** Work required **
A word-for-word copy of the data, pictures excluded, is what this task asks for.

** Records provided **
-------------------------

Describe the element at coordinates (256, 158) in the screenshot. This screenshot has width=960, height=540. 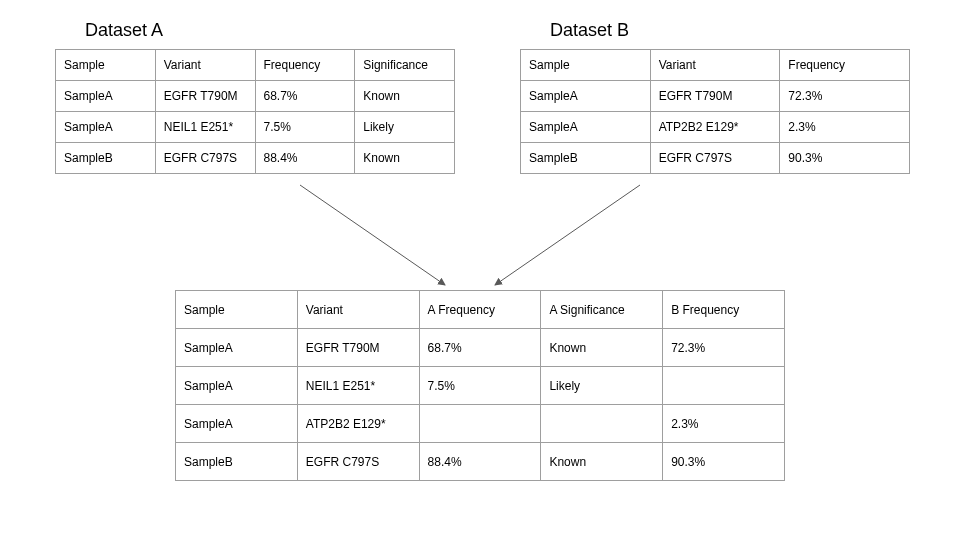
I see `table-row: SampleB EGFR C797S 88.4% Known` at that location.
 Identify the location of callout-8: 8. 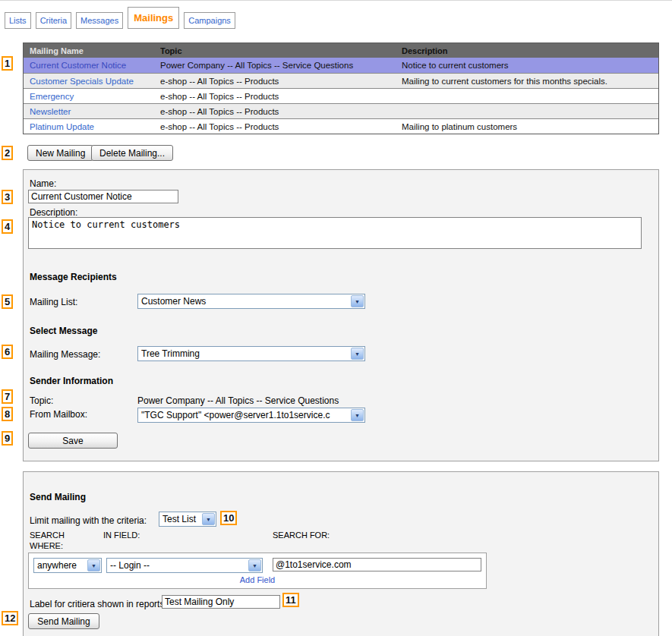
(8, 414).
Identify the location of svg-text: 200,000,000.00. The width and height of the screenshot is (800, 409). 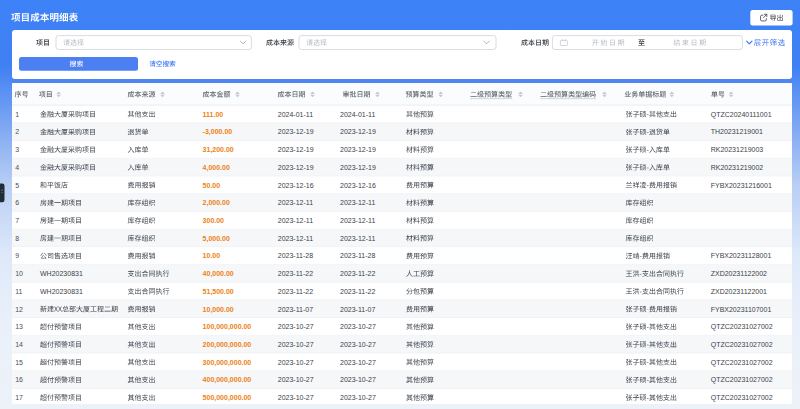
(228, 345).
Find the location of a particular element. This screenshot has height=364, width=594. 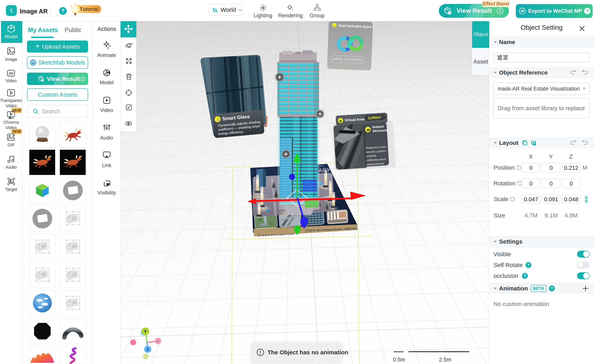

svg-text: 5,000m² is located at coordinates (375, 118).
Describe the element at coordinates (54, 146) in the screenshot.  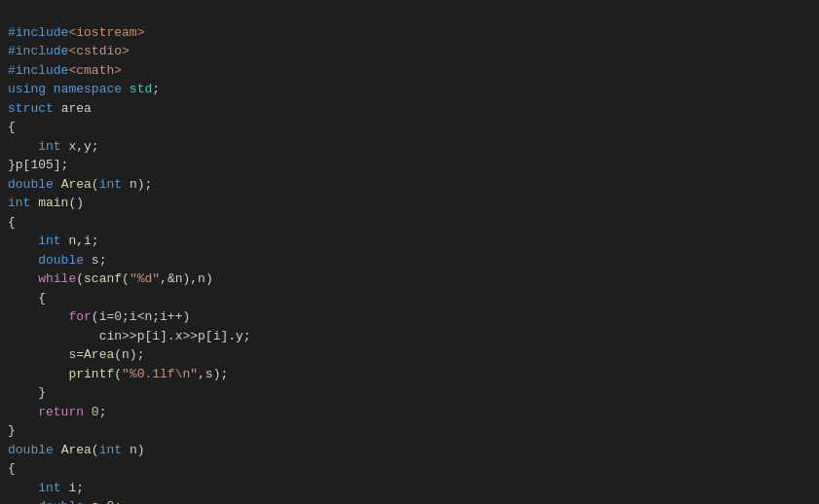
I see `line-7: int x,y;` at that location.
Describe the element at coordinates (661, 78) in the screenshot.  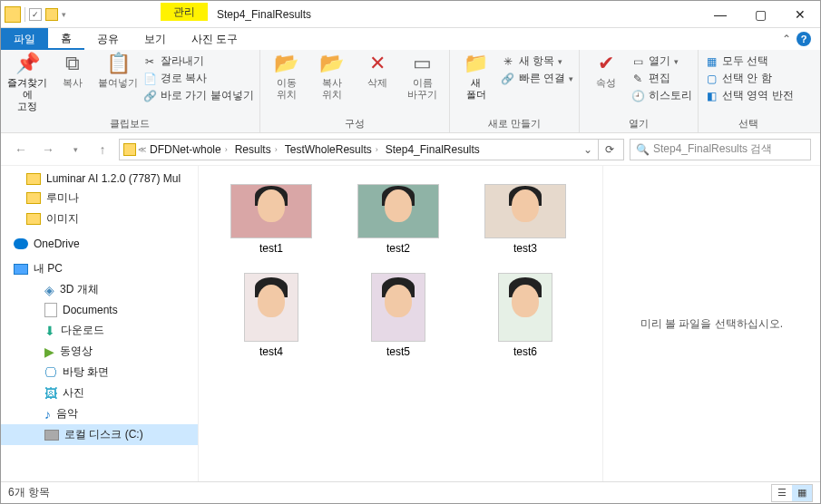
I see `edit-button: ✎편집` at that location.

-------------------------

** Exercise output **
Describe the element at coordinates (256, 158) in the screenshot. This screenshot has width=960, height=540. 
I see `table-row: SampleB EGFR C797S 88.4% Known` at that location.
 Identify the location of callout-8: 8. 
(8, 414).
Identify the location of svg-text: 200,000,000.00. The width and height of the screenshot is (800, 409). 
(228, 345).
Find the location of a particular element. This screenshot has height=364, width=594. 

svg-text: 5,000m² is located at coordinates (375, 118).
Describe the element at coordinates (54, 146) in the screenshot.  
I see `line-7: int x,y;` at that location.
Describe the element at coordinates (661, 78) in the screenshot.  
I see `edit-button: ✎편집` at that location.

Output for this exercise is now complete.